2006-12-27 00:59:34,427 INFO  NutchBean - query: http
2006-12-27 00:59:34,427 INFO  NutchBean - lang:
2006-12-27 00:59:34,453 INFO  NutchBean - searching for 20 raw hits
2006-12-27 00:59:49,837 WARN  NativeCodeLoader - Unable to load native-hadoop 
library for your platform... using builtin-java classes where applicable
2006-12-27 00:59:50,941 INFO  NutchBean - total hits: 5116128
2006-12-27 00:59:50,951 WARN  [jsp] - Servlet.service() for servlet jsp threw 
exception
java.io.IOException: Illegal to flush within a custom tag
        at javax.servlet.jsp.tagext.BodyContent.flush(BodyContent.java:79)
        at org.apache.jsp.search_jsp._jspService(search_jsp.java:416)
        at org.apache.jasper.runtime.HttpJspBase.service(HttpJspBase.java:97)
        at javax.servlet.http.HttpServlet.service(HttpServlet.java:802)
        at 
org.apache.jasper.servlet.JspServletWrapper.service(JspServletWrapper.java:334)
        at 
org.apache.jasper.servlet.JspServlet.serviceJspFile(JspServlet.java:314)
        at org.apache.jasper.servlet.JspServlet.service(JspServlet.java:264)
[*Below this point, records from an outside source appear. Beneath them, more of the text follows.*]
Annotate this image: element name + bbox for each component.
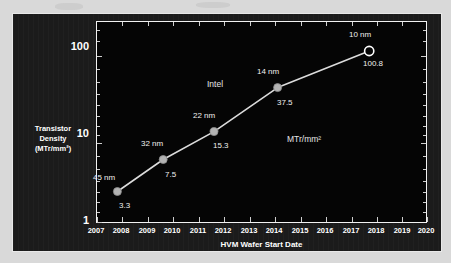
y-tick-label-100: 100 (51, 41, 89, 52)
x-tick-label-2020: 2020 (411, 227, 441, 235)
series-line (117, 51, 369, 192)
data-point-22nm[interactable] (210, 128, 218, 136)
x-axis-title: HVM Wafer Start Date (96, 240, 427, 249)
series-intel (97, 22, 428, 224)
plot-area: 45 nm 32 nm 22 nm 14 nm 10 nm 3.3 7.5 15… (96, 21, 427, 223)
data-point-32nm[interactable] (159, 156, 167, 164)
chart-panel: Transistor Density (MTr/mm²) 100 10 1 (12, 13, 442, 252)
point-value-14nm: 37.5 (277, 99, 293, 107)
data-point-45nm[interactable] (113, 188, 121, 196)
point-label-22nm: 22 nm (193, 112, 215, 120)
annotation-units: MTr/mm² (287, 135, 321, 144)
y-tick-label-10: 10 (51, 128, 89, 139)
point-label-10nm: 10 nm (349, 31, 371, 39)
point-value-32nm: 7.5 (165, 171, 176, 179)
y-axis-title-line-3: (MTr/mm²) (15, 144, 91, 154)
background-smudge-left (55, 3, 83, 10)
point-label-32nm: 32 nm (141, 140, 163, 148)
point-value-10nm: 100.8 (363, 60, 383, 68)
y-tick-label-1: 1 (51, 215, 89, 226)
point-value-45nm: 3.3 (119, 202, 130, 210)
data-point-14nm[interactable] (274, 84, 282, 92)
annotation-intel: Intel (207, 80, 223, 89)
point-label-14nm: 14 nm (257, 68, 279, 76)
point-label-45nm: 45 nm (93, 174, 115, 182)
background-smudge-center (196, 2, 230, 8)
point-value-22nm: 15.3 (213, 142, 229, 150)
data-point-10nm[interactable] (365, 46, 374, 55)
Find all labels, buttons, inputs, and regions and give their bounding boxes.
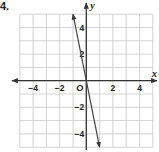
coordinate-plane: xyO −4−22442−2−4 xyxy=(0,0,159,152)
x-tick-label: 2 xyxy=(111,83,116,93)
origin-label: O xyxy=(76,83,83,93)
x-axis-label: x xyxy=(151,68,157,79)
y-tick-label: 4 xyxy=(80,23,85,33)
axes: xyO xyxy=(12,0,157,150)
y-tick-label: −4 xyxy=(75,129,85,139)
x-tick-label: 4 xyxy=(137,83,142,93)
y-tick-label: −2 xyxy=(75,102,85,112)
y-axis-label: y xyxy=(89,0,95,11)
x-tick-label: −4 xyxy=(28,83,38,93)
x-tick-label: −2 xyxy=(55,83,65,93)
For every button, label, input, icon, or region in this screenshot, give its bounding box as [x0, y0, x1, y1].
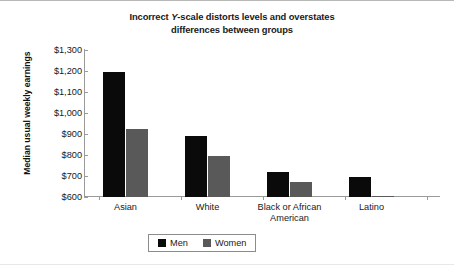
y-tick-label: $800	[24, 150, 82, 160]
y-tick-label: $1,300	[24, 45, 82, 55]
y-tick-mark	[84, 176, 88, 177]
chart-title: Incorrect Y-scale distorts levels and ov…	[62, 11, 402, 36]
chart-title-suffix: -scale distorts levels and overstates	[177, 11, 334, 22]
plot-area	[85, 50, 439, 197]
chart-title-prefix: Incorrect	[129, 11, 171, 22]
chart-legend: MenWomen	[148, 234, 256, 252]
y-tick-label: $1,000	[24, 108, 82, 118]
chart-figure: Incorrect Y-scale distorts levels and ov…	[0, 0, 454, 265]
bar-women[interactable]	[290, 182, 312, 197]
y-tick-label: $700	[24, 171, 82, 181]
y-axis-tick-labels: $1,300$1,200$1,100$1,000$900$800$700$600	[20, 50, 82, 197]
bar-men[interactable]	[349, 177, 371, 197]
y-tick-mark	[84, 197, 88, 198]
x-tick-mark	[427, 196, 428, 200]
legend-item-women[interactable]: Women	[203, 238, 247, 248]
bar-women[interactable]	[372, 196, 394, 197]
y-tick-mark	[84, 92, 88, 93]
legend-label: Men	[170, 238, 188, 248]
bar-group	[185, 50, 230, 197]
bar-women[interactable]	[126, 129, 148, 197]
bar-men[interactable]	[103, 72, 125, 197]
bar-group	[349, 50, 394, 197]
legend-item-men[interactable]: Men	[158, 238, 188, 248]
y-tick-label: $1,100	[24, 87, 82, 97]
category-label: Latino	[324, 202, 420, 213]
y-tick-label: $1,200	[24, 66, 82, 76]
x-tick-mark	[99, 196, 100, 200]
bar-group	[103, 50, 148, 197]
legend-label: Women	[215, 238, 247, 248]
y-tick-label: $600	[24, 192, 82, 202]
y-tick-mark	[84, 50, 88, 51]
y-tick-mark	[84, 155, 88, 156]
y-tick-mark	[84, 134, 88, 135]
chart-title-line2: differences between groups	[171, 24, 293, 35]
bar-women[interactable]	[208, 156, 230, 197]
y-tick-label: $900	[24, 129, 82, 139]
x-tick-mark	[263, 196, 264, 200]
bar-men[interactable]	[185, 136, 207, 197]
legend-swatch-icon	[158, 239, 166, 247]
y-tick-mark	[84, 113, 88, 114]
bar-men[interactable]	[267, 172, 289, 197]
x-tick-mark	[181, 196, 182, 200]
x-tick-mark	[345, 196, 346, 200]
y-tick-mark	[84, 71, 88, 72]
legend-swatch-icon	[203, 239, 211, 247]
bar-group	[267, 50, 312, 197]
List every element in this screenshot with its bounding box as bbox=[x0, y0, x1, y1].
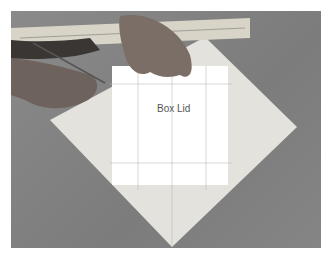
scene-illustration bbox=[11, 11, 321, 248]
box-lid-label: Box Lid bbox=[157, 103, 190, 114]
photo: Box Lid bbox=[11, 11, 321, 248]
        at javax.servlet.http.HttpServlet.service(HttpServlet.java:802)
        at 
org.apache.catalina.core.ApplicationFilterChain.internalDoFilter(ApplicationFilterChain.java:252)
        at 
org.apache.catalina.core.ApplicationFilterChain.doFilter(ApplicationFilterChain.java:173)
        at 
com.opensymphony.oscache.web.filter.CacheFilter.doFilter(CacheFilter.java:161)
        at 
org.apache.catalina.core.ApplicationFilterChain.internalDoFilter(ApplicationFilterChain.java:202)
        at 
org.apache.catalina.core.ApplicationFilterChain.doFilter(ApplicationFilterChain.java:173)
        at 
org.apache.catalina.core.StandardWrapperValve.invoke(StandardWrapperValve.java:213)
        at 
org.apache.catalina.core.StandardContextValve.invoke(StandardContextValve.java:178)
        at 
org.apache.catalina.core.StandardHostValve.invoke(StandardHostValve.java:126)
        at 
org.apache.catalina.valves.ErrorReportValve.invoke(ErrorReportValve.java:105)
        at 
org.apache.catalina.core.StandardEngineValve.invoke(StandardEngineValve.java:107)
        at 
org.apache.catalina.connector.CoyoteAdapter.service(CoyoteAdapter.java:148)
        at org.apache.jk.server.JkCoyoteHandler.invoke(JkCoyoteHandler.java:199)
        at org.apache.jk.common.HandlerRequest.invoke(HandlerRequest.java:282)
        at org.apache.jk.common.ChannelSocket.invoke(ChannelSocket.java:767)
        at 
org.apache.jk.common.ChannelSocket.processConnection(ChannelSocket.java:697)
        at 
org.apache.jk.common.ChannelSocket$SocketConnection.runIt(ChannelSocket.java:889)
        at 
org.apache.tomcat.util.threads.ThreadPool$ControlRunnable.run(ThreadPool.java:684)
        at java.lang.Thread.run(Thread.java:595)

I know this isn't really a Nutch issue per say, but if anyone is running it 
without problems any tips would be greatly appreciated.